In order to use this, you need to import the library:

import lazex

Next, decorate your functions with the decorator lazex.me. This is an identity function (the equivalent of lambda x: x):

@lazex.me
def foo(something):
    return something.evaluate()

A more realistic function might inspect the arguments and tell you how the result was obtained:

@latex.me
def explain(expr):
    return f"The answer to {expr.escaped} is [expr.evaluate()}"

If you now call explain(2+3), it will return you the string "The answer to (2 + 3) is 5".

Here's the catch: In order for this to work, the calling function must also have been decorated with latex.me. This is sadly a consequence of the fact that what we're doing here is not usually possible in Python.


Even without this decorator, you can still use lazex to define expressions in a given context that you may or may not want to evaluate later:

def outer():
    x = 7
    y = lazex.Expression('x * 14')
    inner(y)

def inner(expr):
    import random
    if random.random() > 0.5:
        print(expr.evaluate())

While this toy example may seem silly, you can wrap arbitrarily complex expressions. For example, you could delay a complex function call that might need to occur:

id_ = '1274897d129d24'
doc = complex.framework.get_document_by_id(id_, reticulate_splines='force')
delete = lazex.Expression(
    'complex.framework.delete_from_db('
    'doc, id_, safe_delete=True, cleanup=False,'
    'restore_function=complex.framework.restore_with_trick).confirmation_id'
)
process_document(doc, deleteexpr=delete)

Here, the process_document function may at some point decide that it needs to delete the document, and can just call delete.evaluate(). Sure, this is also solvable with a simple lambda, but if you were looking for straightforward, idiomatic solutions you've come to the wrong place.

Technical details

If you want to know how this works, just look at lazex.py, it's barely more than a hundred lines. Here's the gist:

  • Register all functions decorated by lazex.me as magical lazex functions, and replace them with a wrapper.
  • When the wrapper is run, we check if we have already patched the function. If so, we just call the original function with the given arguments.
  • Otherwise, we patch it:
    • First, we use inspect.getsource() to get the original source code of the function.
    • Next, we parse the source code with ast.parse().
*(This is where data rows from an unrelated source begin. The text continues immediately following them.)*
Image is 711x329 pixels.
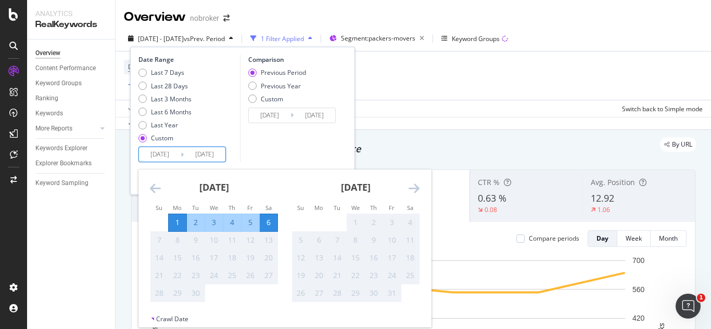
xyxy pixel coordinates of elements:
div: Day [596,234,608,243]
div: Last 7 Days [138,68,191,77]
div: 14 [150,253,168,263]
td: Selected. Tuesday, September 2, 2025 [187,214,205,231]
div: Keyword Groups [452,34,499,43]
td: Not available. Thursday, October 30, 2025 [365,285,383,302]
td: Selected as start date. Monday, September 1, 2025 [169,214,187,231]
small: Mo [173,204,182,212]
input: End Date [184,147,225,162]
div: 9 [187,235,204,246]
td: Not available. Friday, October 31, 2025 [383,285,401,302]
div: arrow-right-arrow-left [223,15,229,22]
small: We [351,204,359,212]
td: Not available. Tuesday, September 30, 2025 [187,285,205,302]
div: 24 [205,271,223,281]
small: Tu [333,204,340,212]
small: Su [156,204,162,212]
input: End Date [293,108,335,123]
div: 22 [169,271,186,281]
td: Not available. Saturday, October 18, 2025 [401,249,419,267]
td: Selected. Friday, September 5, 2025 [241,214,260,231]
button: [DATE] - [DATE]vsPrev. Period [124,30,237,47]
td: Not available. Monday, September 8, 2025 [169,231,187,249]
div: 3 [205,217,223,228]
span: Device [128,62,148,71]
div: 20 [310,271,328,281]
div: 25 [223,271,241,281]
div: 28 [150,288,168,299]
td: Selected. Thursday, September 4, 2025 [223,214,241,231]
td: Not available. Friday, September 19, 2025 [241,249,260,267]
div: Previous Year [248,82,306,91]
td: Not available. Sunday, October 5, 2025 [292,231,310,249]
a: Explorer Bookmarks [35,158,108,169]
td: Not available. Tuesday, October 28, 2025 [328,285,346,302]
div: Previous Year [261,82,301,91]
td: Not available. Saturday, October 11, 2025 [401,231,419,249]
td: Not available. Monday, October 13, 2025 [310,249,328,267]
div: 4 [401,217,419,228]
div: 26 [292,288,310,299]
div: Explorer Bookmarks [35,158,92,169]
div: 8 [346,235,364,246]
div: 3 [383,217,401,228]
div: 17 [383,253,401,263]
div: Custom [138,134,191,143]
input: Start Date [249,108,290,123]
td: Not available. Tuesday, September 16, 2025 [187,249,205,267]
div: Keyword Sampling [35,178,88,189]
iframe: Intercom live chat [675,294,700,319]
div: 8 [169,235,186,246]
td: Not available. Sunday, September 28, 2025 [150,285,169,302]
div: Move backward to switch to the previous month. [150,182,161,195]
a: Keywords [35,108,108,119]
div: Move forward to switch to the next month. [408,182,419,195]
td: Not available. Sunday, September 7, 2025 [150,231,169,249]
text: 420 [632,314,645,323]
strong: [DATE] [341,181,370,194]
small: Fr [389,204,394,212]
td: Not available. Saturday, October 25, 2025 [401,267,419,285]
div: 2 [187,217,204,228]
div: Previous Period [261,68,306,77]
div: 21 [328,271,346,281]
div: Overview [124,8,186,26]
div: Last 3 Months [151,95,191,104]
strong: [DATE] [199,181,229,194]
td: Not available. Tuesday, October 14, 2025 [328,249,346,267]
a: Keyword Groups [35,78,108,89]
td: Not available. Sunday, October 12, 2025 [292,249,310,267]
td: Not available. Friday, September 26, 2025 [241,267,260,285]
div: RealKeywords [35,19,107,31]
div: Calendar [138,170,431,315]
td: Not available. Tuesday, October 7, 2025 [328,231,346,249]
div: 12 [241,235,259,246]
div: 2 [365,217,382,228]
span: 12.92 [590,192,614,204]
div: More Reports [35,123,72,134]
td: Not available. Friday, October 10, 2025 [383,231,401,249]
div: Crawl Date [156,315,188,324]
div: Keywords [35,108,63,119]
div: Ranking [35,93,58,104]
div: Keyword Groups [35,78,82,89]
td: Not available. Thursday, September 25, 2025 [223,267,241,285]
text: 700 [632,256,645,265]
td: Not available. Monday, September 29, 2025 [169,285,187,302]
td: Not available. Friday, October 17, 2025 [383,249,401,267]
div: 15 [169,253,186,263]
td: Not available. Wednesday, September 24, 2025 [205,267,223,285]
div: 16 [187,253,204,263]
div: 11 [223,235,241,246]
td: Selected. Wednesday, September 3, 2025 [205,214,223,231]
div: 25 [401,271,419,281]
td: Not available. Tuesday, September 9, 2025 [187,231,205,249]
span: 1 [697,294,705,302]
td: Not available. Monday, October 6, 2025 [310,231,328,249]
div: Last 6 Months [151,108,191,117]
div: 6 [260,217,277,228]
span: Segment: packers-movers [341,34,415,43]
div: 11 [401,235,419,246]
div: 21 [150,271,168,281]
button: Keyword Groups [437,30,512,47]
td: Not available. Thursday, October 23, 2025 [365,267,383,285]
We then walk over all nodes of the AST, until we find an ast.Call (a function call):
    • We use the astunparse library to get a string representation of all expressions that are given as positional and keyword arguments, and replace the corresponding nodes with yet another ast.Call node that will call lazex.build_expression.
    • Effectively, this will replace a call like foo(1 + 2, x, bar=bat) with foo(build_expression("foo", "1 + 2"), build_expression("foo", "x"), bar=build_expression("foo", "bat")).
    • The modified AST is then fed to astunparse to generate source code, that source code is executed using compile() and the resulting code object is set as the new .__code__ attribute of the original function.
  • We then execute the patched function with the original arguments. When we reach a call to build_expression, we use inspect.currentframe().f_back to get a reference to the previous execution frame, and use it to construct an Expression. The frame helps us retrieve its local and global namespace (the .f_locals and .f_globals attributes on the frame object).
  • After saving these namespaces on our Expression instance, we can now use it to access the original source code, as well as the AST for this specific expression. When we want to evaluate the expression, we can use the namespaces with eval in order to produce the correct values.
  • After having created the Expression objects, we then evaluate the name of the function that is supposed to be called with (possibly) escaped arguments. If it is not a registered lazex function, we evaluate the arguments immediately.
  • Also, we search the Expression's AST for our build_expression hooks and remove them: They are unnecessary here and just leak implementation details.